Enterprise leaders, buyers and commerce advisers on the World Africa Summit in Washington DC stated they’re adapting to shifting US commerce priorities below President Donald Trump, describing each challenges and new alternatives for US-Africa financial relations in an period of accelerating tariffs and commerce tensions.
The summit passed off in opposition to the expiry of the African Development and Alternative Act (AGOA) – which grants duty-free entry for dozens of African international locations to the USA.
The 25-year outdated legislation expired on September 30, though studies recommend a one-year extension continues to be being thought-about by the Trump administration.
Trump has additionally hiked tariffs on African international locations, and his administration has but to set a date for the US–Africa Leaders Summit, the flagship diplomatic discussion board launched by President Barack Obama in 2014 and hosted once more by President Joe Biden in 2022.
World Africa Summit organiser Jane Osei, head of the African Funding Community, stated the occasion sought to maintain dialogue amid tightening US visa guidelines and a extra inward-looking US.
“Underneath this administration, entry to the US market has change into tougher for African entrepreneurs,” she stated. “However curiosity stays excessive – buyers are exploring diaspora-led capital and native partnerships to maintain commerce flowing.”
Osei added that the administration’s rollback of help applications, together with USAID, had pressured a depending on the continent.
“Africa has discovered to face by itself two ft,” she stated. “We will now not rely solely on help or exterior help. We’re studying to industrialise, to create jobs, to innovate. That independence is the chance throughout the problem.”
Shaquana Teasely, chief govt of Intentional Commerce Advisors stated there may be nonetheless loads of potential to develop commerce ties between the US and the continent.
“Though AGOA has not been absolutely renewed, there are nonetheless customs programmes that profit African suppliers and US importers.”

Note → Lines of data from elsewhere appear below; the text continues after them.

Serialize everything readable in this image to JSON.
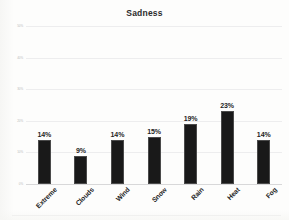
{
  "chart_data": {
    "type": "bar",
    "title": "Sadness",
    "xlabel": "",
    "ylabel": "",
    "categories": [
      "Extreme",
      "Clouds",
      "Wind",
      "Snow",
      "Rain",
      "Heat",
      "Fog"
    ],
    "values": [
      14,
      9,
      14,
      15,
      19,
      23,
      14
    ],
    "data_labels": [
      "14%",
      "9%",
      "14%",
      "15%",
      "19%",
      "23%",
      "14%"
    ],
    "ylim": [
      0,
      50
    ],
    "ytick_labels": [
      "50%",
      "40%",
      "30%",
      "20%",
      "10%",
      "0%"
    ],
    "ytick_values": [
      50,
      40,
      30,
      20,
      10,
      0
    ],
    "grid": true,
    "legend": false,
    "bar_color": "#191919",
    "title_color": "#2b2b2b",
    "gridline_color": "#ededee",
    "background_color": "#fdfdfc"
  }
}
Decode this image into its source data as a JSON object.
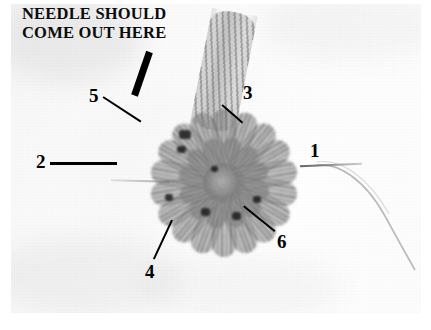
{
  "figure": {
    "type": "instructional-photo",
    "caption": "NEEDLE SHOULD\nCOME OUT HERE",
    "caption_line_1": "NEEDLE SHOULD",
    "caption_line_2": "COME OUT HERE",
    "colors": {
      "ink": "#000000",
      "photo_background": "#f7f7f7",
      "yarn": "#8a8a8a",
      "plate_border": "#ffffff"
    }
  },
  "callouts": [
    {
      "id": "1",
      "label": "1",
      "position": "right",
      "points_to": "needle-shaft-right"
    },
    {
      "id": "2",
      "label": "2",
      "position": "left",
      "points_to": "needle-tip-left"
    },
    {
      "id": "3",
      "label": "3",
      "points_to": "yarn-chain-cord",
      "position": "upper-right"
    },
    {
      "id": "4",
      "label": "4",
      "points_to": "outer-petal-bottom",
      "position": "lower-left"
    },
    {
      "id": "5",
      "label": "5",
      "points_to": "upper-left-petal",
      "position": "upper-left"
    },
    {
      "id": "6",
      "label": "6",
      "points_to": "outer-petal-right",
      "position": "lower-right"
    }
  ],
  "pointer": {
    "name": "needle-exit-pointer",
    "shape": "thick-diagonal-bar"
  }
}
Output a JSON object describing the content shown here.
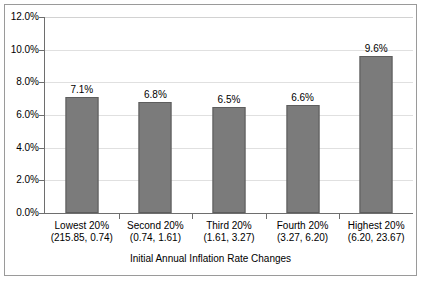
{
  "chart_data": {
    "type": "bar",
    "title": "",
    "xlabel": "Initial Annual Inflation Rate Changes",
    "ylabel": "",
    "ylim": [
      0,
      12
    ],
    "ytick_values": [
      0,
      2,
      4,
      6,
      8,
      10,
      12
    ],
    "ytick_labels": [
      "0.0%",
      "2.0%",
      "4.0%",
      "6.0%",
      "8.0%",
      "10.0%",
      "12.0%"
    ],
    "grid": true,
    "legend": null,
    "bar_color": "#7b7b7b",
    "categories": [
      "Lowest 20%",
      "Second 20%",
      "Third 20%",
      "Fourth 20%",
      "Highest 20%"
    ],
    "category_ranges": [
      "(215.85, 0.74)",
      "(0.74, 1.61)",
      "(1.61, 3.27)",
      "(3.27, 6.20)",
      "(6.20, 23.67)"
    ],
    "values": [
      7.1,
      6.8,
      6.5,
      6.6,
      9.6
    ],
    "data_labels": [
      "7.1%",
      "6.8%",
      "6.5%",
      "6.6%",
      "9.6%"
    ]
  }
}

“I’m advising shoppers to rethink how they do enterprise – to diversify, to make use of different commerce mechanisms, and to remain compliant. There are nonetheless benefits if you understand how to navigate them.”
Teasely stated her agency has helped shoppers get well “over $30m in Chinese language trade-war tariffs” utilizing lesser-known customs programmes.
Trying past AGOA
The precise impression of AGOA continues to be debated.
A current report from the Worldwide Commerce Centre (ITC) stated that Africa’s attire and textile producers shall be hardest hit by AGOA’s expiry. Throughout all sectors, US tariff launched in 2025 are estimated to scale back projected exports of AGOA beneficiaries by about 8% by 2029. The expiry of AGOA provides an extra decline of 0.6 proportion factors, or $189m, the ITC projected. $138m of that shall be accounted for by reductions in exports of attire and textile merchandise to the US.
However Charles De Bow, president of the Nationwide Black Chamber of Commerce, stated AGOA’s design had failed to fulfill its growth objectives.
“AGOA was meant to assist Africa develop,” he stated. “However in lots of instances, it ended up doing the other – permitting overseas corporations to relocate manufacturing to the continent, declare African origin, after which promote duty-free into the US market. These items weren’t all the time made by Africans or benefiting African-owned corporations. It created competitors, not capability.”
Former US Commerce Division official Terri Batch, now with World LA, stated that criticism has lengthy been voiced inside commerce circles.
“If you happen to ask who actually benefited from AGOA, it was the large corporations – the Walmarts, the multinationals that perceive the way it works,” she stated.
“Small and medium-sized African companies don’t know easy methods to leverage it, easy methods to quantify merchandise, and even easy methods to qualify. I bear in mind asking African ministers what number of corporations truly use AGOA, and for an entire nation it is perhaps 5. It by no means fulfilled its promise.”
Regardless of the coverage uncertainty, Batch stated buyers have a chance to adapt.
“Companies all the time discover a means,” she stated. “If Washington steps again, it creates house for entrepreneurs and diaspora buyers to step ahead. Africa is the long run – and it’s in America’s curiosity to remain within the recreation.”